2016-07-27
June 27, 2002
WASHINGTON (AP) - A single injection of genetically modified stem cells is all it took to cure two children of a complex form of an inherited immune system disorder often referred to as the "bubble boy disease,'' researchers report.

An experimental technique that altered genes in bone marrow stem cells restored the immune systems of the children, researchers from Italy and Israel said in a study appearing in the journal Science. The children were born with what experts said was the most complex form of severe combined immunodeficiency disorder, or SCID.

"Both children have been cured but ... both will be closely followed to see how it develops in the future," said Maria Grazia Roncarolo of the San Raffaele Telethon Institute for Gene Therapy in Milan, Italy.

The children, who were seven months and 2 1/2 years old when the therapy began, were released with healthy, functioning immune systems between 15 months and 24 months ago, Roncarolo said in Milan.

Their form of SCID was caused by a gene flaw that blocks production of an enzyme called ADA, which is essential to make disease-fighting immune cells. The treatment consisted of injections of bone marrow stem cells that were altered to contain the missing enzyme gene.

French researchers announced in April that they had corrected genetic flaws in the immune systems of five boys who had X-linked SCID, the most common form of the immune system disorder.

Dr. W. French Anderson, a University of Southern California researcher and a pioneer in the field, said the new research is an important advance in gene therapy.

''It proves our basic premise that if you can get enough gene-engineered cells into the patient it will cure the disease,'' Anderson said in a telephone interview. Anderson was the first to try genetic engineering to cure ADA, or adenosine deaminase, form of SCID. His technique changed the gene in blood cells instead of the bone marrow. Two of Anderson's early patients have led normal lives since the 1990 procedure, but they require periodic shots of the ADA enzyme. He said the technique used by the Italian and Israeli researchers appears to be a cure that will require no more shots.

SCID strikes only about 50 children a year. In the past, the disorder was always fatal, with the children usually dying in infancy of uncontrollable infections. Starting in the 1960s, doctors treated SCID patients by isolating them in sterile environments. One of the most famous such patients was a Houston boy who spent all 12 years of his life in a plastic bubble filled with filtered air. Known as ''David the bubble boy,'' the youngster died in 1984 when, at his insistence, doctors tried a bone marrow transplant.

Since then, researchers have tried to cure some forms of SCID with gene therapy, but the new study is the first reported complete success for ADA-SCID, Anderson said.

Shimon Slavin of the Hadassah University Medical Center in Jerusalem and a co-author of the new study said one of the children - the fourth child born to an East Jerusalem Arab couple - had a quick recovery from the therapy. ''It was one small syringe of modified cells," Slavin said. ''No antibiotics, no blood transfusion, no fever.''

The second child in the study was the daughter of a Colombian family. She had been treated unsuccessfully in Miami and the family then sought gene therapy at San Raffaele.

''The girl can now have a normal life and has returned home," said Alessandro Aiuti of San Raffaele, first author of the study.

The researchers corrected the immune system disorder by changing the genes in the stem cells of the bone marrow that make blood cells.

To do this, the doctors removed stem cells from the bone marrow of each patient and then used a virus to insert into these cells the normal gene for ADA. The stem cells were then re-injected and naturally migrated to the bone marrow.

The children's bone marrow soon began producing normal disease-fighting blood cells. Within months, their immune systems were able to overcome some common childhood infections that previously had not responded to treatment.

The key to their success, said Anderson, may have been a novel use of a chemotherapy drug by the researchers. They injected both patients with the drug, which partially killed the youngsters' bone marrow. When the new stem cells were injected, the bone marrow was primed to use those cells to make new blood cells.

This allowed the injected stem cells to rapidly proliferate and become the dominant blood-making cells in the patients' body, Anderson said.

--- Associated Press writer Piero Valseechi in Milan, Italy, contributed to this report.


TASK OBJECTIVE: Please repeat every entry exactly as given, apart from dropping the images.

DATA FOR THE TASK:

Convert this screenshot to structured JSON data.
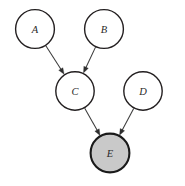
{
  "figure": {
    "kind": "directed-acyclic-graph",
    "title": "",
    "background_color": "#ffffff",
    "width": 185,
    "height": 186
  },
  "style": {
    "node_fill": "#ffffff",
    "node_shaded_fill": "#c9c9c9",
    "node_stroke": "#231f20",
    "node_shaded_stroke": "#1a1a1a",
    "edge_color": "#3b3b3b",
    "arrow_color": "#2e2e2e",
    "label_color": "#2a2a2a"
  },
  "nodes": [
    {
      "id": "A",
      "label": "A",
      "cx": 35,
      "cy": 29,
      "r": 19.4,
      "shaded": false
    },
    {
      "id": "B",
      "label": "B",
      "cx": 104,
      "cy": 29,
      "r": 19.4,
      "shaded": false
    },
    {
      "id": "C",
      "label": "C",
      "cx": 75,
      "cy": 91,
      "r": 19.2,
      "shaded": false
    },
    {
      "id": "D",
      "label": "D",
      "cx": 143,
      "cy": 91,
      "r": 19.2,
      "shaded": false
    },
    {
      "id": "E",
      "label": "E",
      "cx": 110,
      "cy": 153,
      "r": 19.4,
      "shaded": true
    }
  ],
  "edges": [
    {
      "id": "A-C",
      "from": "A",
      "to": "C",
      "directed": true
    },
    {
      "id": "B-C",
      "from": "B",
      "to": "C",
      "directed": true
    },
    {
      "id": "C-E",
      "from": "C",
      "to": "E",
      "directed": true
    },
    {
      "id": "D-E",
      "from": "D",
      "to": "E",
      "directed": true
    }
  ]
}
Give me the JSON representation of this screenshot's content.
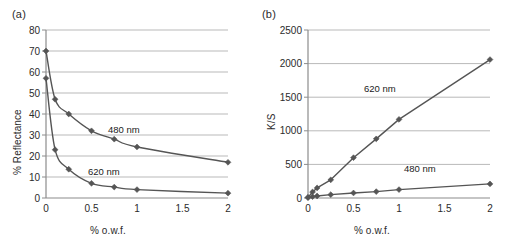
{
  "figure": {
    "panel_a_label": "(a)",
    "panel_b_label": "(b)"
  },
  "chart_data": [
    {
      "id": "panel-a",
      "panel": "(a)",
      "type": "line",
      "title": "",
      "xlabel": "% o.w.f.",
      "ylabel": "% Reflectance",
      "xlim": [
        0,
        2
      ],
      "ylim": [
        0,
        80
      ],
      "xticks": [
        0,
        0.5,
        1,
        1.5,
        2
      ],
      "xticklabels": [
        "0",
        "0.5",
        "1",
        "1.5",
        "2"
      ],
      "yticks": [
        0,
        10,
        20,
        30,
        40,
        50,
        60,
        70,
        80
      ],
      "yticklabels": [
        "0",
        "10",
        "20",
        "30",
        "40",
        "50",
        "60",
        "70",
        "80"
      ],
      "grid": "horizontal",
      "legend_position": "inline-annotation",
      "series": [
        {
          "name": "480 nm",
          "label": "480 nm",
          "color": "#555555",
          "marker": "diamond",
          "x": [
            0,
            0.1,
            0.25,
            0.5,
            0.75,
            1,
            2
          ],
          "values": [
            70,
            47,
            40,
            32,
            28,
            24.3,
            17
          ]
        },
        {
          "name": "620 nm",
          "label": "620 nm",
          "color": "#555555",
          "marker": "diamond",
          "x": [
            0,
            0.1,
            0.25,
            0.5,
            0.75,
            1,
            2
          ],
          "values": [
            57,
            23,
            13.7,
            7,
            5.2,
            4,
            2.3
          ]
        }
      ]
    },
    {
      "id": "panel-b",
      "panel": "(b)",
      "type": "line",
      "title": "",
      "xlabel": "% o.w.f.",
      "ylabel": "K/S",
      "xlim": [
        0,
        2
      ],
      "ylim": [
        0,
        2500
      ],
      "xticks": [
        0,
        0.5,
        1,
        1.5,
        2
      ],
      "xticklabels": [
        "0",
        "0.5",
        "1",
        "1.5",
        "2"
      ],
      "yticks": [
        0,
        500,
        1000,
        1500,
        2000,
        2500
      ],
      "yticklabels": [
        "0",
        "500",
        "1000",
        "1500",
        "2000",
        "2500"
      ],
      "grid": "horizontal",
      "legend_position": "inline-annotation",
      "series": [
        {
          "name": "620 nm",
          "label": "620 nm",
          "color": "#555555",
          "marker": "diamond",
          "x": [
            0,
            0.05,
            0.1,
            0.25,
            0.5,
            0.75,
            1,
            2
          ],
          "values": [
            10,
            90,
            150,
            270,
            600,
            880,
            1170,
            2060
          ]
        },
        {
          "name": "480 nm",
          "label": "480 nm",
          "color": "#555555",
          "marker": "diamond",
          "x": [
            0,
            0.05,
            0.1,
            0.25,
            0.5,
            0.75,
            1,
            2
          ],
          "values": [
            5,
            20,
            30,
            50,
            75,
            95,
            125,
            210
          ]
        }
      ]
    }
  ]
}
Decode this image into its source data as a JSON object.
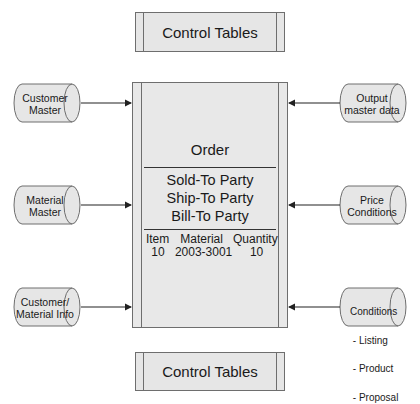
{
  "control_tables_top": {
    "label": "Control Tables"
  },
  "control_tables_bottom": {
    "label": "Control Tables"
  },
  "order": {
    "title": "Order",
    "parties": [
      "Sold-To Party",
      "Ship-To Party",
      "Bill-To Party"
    ],
    "item_headers": [
      "Item",
      "Material",
      "Quantity"
    ],
    "item_row": [
      "10",
      "2003-3001",
      "10"
    ]
  },
  "inputs_left": [
    {
      "lines": [
        "Customer",
        "Master"
      ]
    },
    {
      "lines": [
        "Material",
        "Master"
      ]
    },
    {
      "lines": [
        "Customer/",
        "Material Info"
      ]
    }
  ],
  "inputs_right": [
    {
      "lines": [
        "Output",
        "master data"
      ]
    },
    {
      "lines": [
        "Price",
        "Conditions"
      ]
    },
    {
      "lines": [
        "Conditions",
        " - Listing",
        " - Product",
        " - Proposal"
      ]
    }
  ],
  "colors": {
    "fill": "#e6e6e6",
    "stroke": "#6e6e6e",
    "arrow": "#222222"
  }
}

RESPONSE:
Convert this screenshot to structured JSON data.
{
  "figure": {
    "kind": "directed-acyclic-graph",
    "title": "",
    "background_color": "#ffffff",
    "width": 185,
    "height": 186
  },
  "style": {
    "node_fill": "#ffffff",
    "node_shaded_fill": "#c9c9c9",
    "node_stroke": "#231f20",
    "node_shaded_stroke": "#1a1a1a",
    "edge_color": "#3b3b3b",
    "arrow_color": "#2e2e2e",
    "label_color": "#2a2a2a"
  },
  "nodes": [
    {
      "id": "A",
      "label": "A",
      "cx": 35,
      "cy": 29,
      "r": 19.4,
      "shaded": false
    },
    {
      "id": "B",
      "label": "B",
      "cx": 104,
      "cy": 29,
      "r": 19.4,
      "shaded": false
    },
    {
      "id": "C",
      "label": "C",
      "cx": 75,
      "cy": 91,
      "r": 19.2,
      "shaded": false
    },
    {
      "id": "D",
      "label": "D",
      "cx": 143,
      "cy": 91,
      "r": 19.2,
      "shaded": false
    },
    {
      "id": "E",
      "label": "E",
      "cx": 110,
      "cy": 153,
      "r": 19.4,
      "shaded": true
    }
  ],
  "edges": [
    {
      "id": "A-C",
      "from": "A",
      "to": "C",
      "directed": true
    },
    {
      "id": "B-C",
      "from": "B",
      "to": "C",
      "directed": true
    },
    {
      "id": "C-E",
      "from": "C",
      "to": "E",
      "directed": true
    },
    {
      "id": "D-E",
      "from": "D",
      "to": "E",
      "directed": true
    }
  ]
}
Give me the JSON representation of this screenshot's content.
{
  "figure": {
    "panel_a_label": "(a)",
    "panel_b_label": "(b)"
  },
  "chart_data": [
    {
      "id": "panel-a",
      "panel": "(a)",
      "type": "line",
      "title": "",
      "xlabel": "% o.w.f.",
      "ylabel": "% Reflectance",
      "xlim": [
        0,
        2
      ],
      "ylim": [
        0,
        80
      ],
      "xticks": [
        0,
        0.5,
        1,
        1.5,
        2
      ],
      "xticklabels": [
        "0",
        "0.5",
        "1",
        "1.5",
        "2"
      ],
      "yticks": [
        0,
        10,
        20,
        30,
        40,
        50,
        60,
        70,
        80
      ],
      "yticklabels": [
        "0",
        "10",
        "20",
        "30",
        "40",
        "50",
        "60",
        "70",
        "80"
      ],
      "grid": "horizontal",
      "legend_position": "inline-annotation",
      "series": [
        {
          "name": "480 nm",
          "label": "480 nm",
          "color": "#555555",
          "marker": "diamond",
          "x": [
            0,
            0.1,
            0.25,
            0.5,
            0.75,
            1,
            2
          ],
          "values": [
            70,
            47,
            40,
            32,
            28,
            24.3,
            17
          ]
        },
        {
          "name": "620 nm",
          "label": "620 nm",
          "color": "#555555",
          "marker": "diamond",
          "x": [
            0,
            0.1,
            0.25,
            0.5,
            0.75,
            1,
            2
          ],
          "values": [
            57,
            23,
            13.7,
            7,
            5.2,
            4,
            2.3
          ]
        }
      ]
    },
    {
      "id": "panel-b",
      "panel": "(b)",
      "type": "line",
      "title": "",
      "xlabel": "% o.w.f.",
      "ylabel": "K/S",
      "xlim": [
        0,
        2
      ],
      "ylim": [
        0,
        2500
      ],
      "xticks": [
        0,
        0.5,
        1,
        1.5,
        2
      ],
      "xticklabels": [
        "0",
        "0.5",
        "1",
        "1.5",
        "2"
      ],
      "yticks": [
        0,
        500,
        1000,
        1500,
        2000,
        2500
      ],
      "yticklabels": [
        "0",
        "500",
        "1000",
        "1500",
        "2000",
        "2500"
      ],
      "grid": "horizontal",
      "legend_position": "inline-annotation",
      "series": [
        {
          "name": "620 nm",
          "label": "620 nm",
          "color": "#555555",
          "marker": "diamond",
          "x": [
            0,
            0.05,
            0.1,
            0.25,
            0.5,
            0.75,
            1,
            2
          ],
          "values": [
            10,
            90,
            150,
            270,
            600,
            880,
            1170,
            2060
          ]
        },
        {
          "name": "480 nm",
          "label": "480 nm",
          "color": "#555555",
          "marker": "diamond",
          "x": [
            0,
            0.05,
            0.1,
            0.25,
            0.5,
            0.75,
            1,
            2
          ],
          "values": [
            5,
            20,
            30,
            50,
            75,
            95,
            125,
            210
          ]
        }
      ]
    }
  ]
}
Decode this image into its source data as a JSON object.
{
  "control_tables_top": {
    "label": "Control Tables"
  },
  "control_tables_bottom": {
    "label": "Control Tables"
  },
  "order": {
    "title": "Order",
    "parties": [
      "Sold-To Party",
      "Ship-To Party",
      "Bill-To Party"
    ],
    "item_headers": [
      "Item",
      "Material",
      "Quantity"
    ],
    "item_row": [
      "10",
      "2003-3001",
      "10"
    ]
  },
  "inputs_left": [
    {
      "lines": [
        "Customer",
        "Master"
      ]
    },
    {
      "lines": [
        "Material",
        "Master"
      ]
    },
    {
      "lines": [
        "Customer/",
        "Material Info"
      ]
    }
  ],
  "inputs_right": [
    {
      "lines": [
        "Output",
        "master data"
      ]
    },
    {
      "lines": [
        "Price",
        "Conditions"
      ]
    },
    {
      "lines": [
        "Conditions",
        " - Listing",
        " - Product",
        " - Proposal"
      ]
    }
  ],
  "colors": {
    "fill": "#e6e6e6",
    "stroke": "#6e6e6e",
    "arrow": "#222222"
  }
}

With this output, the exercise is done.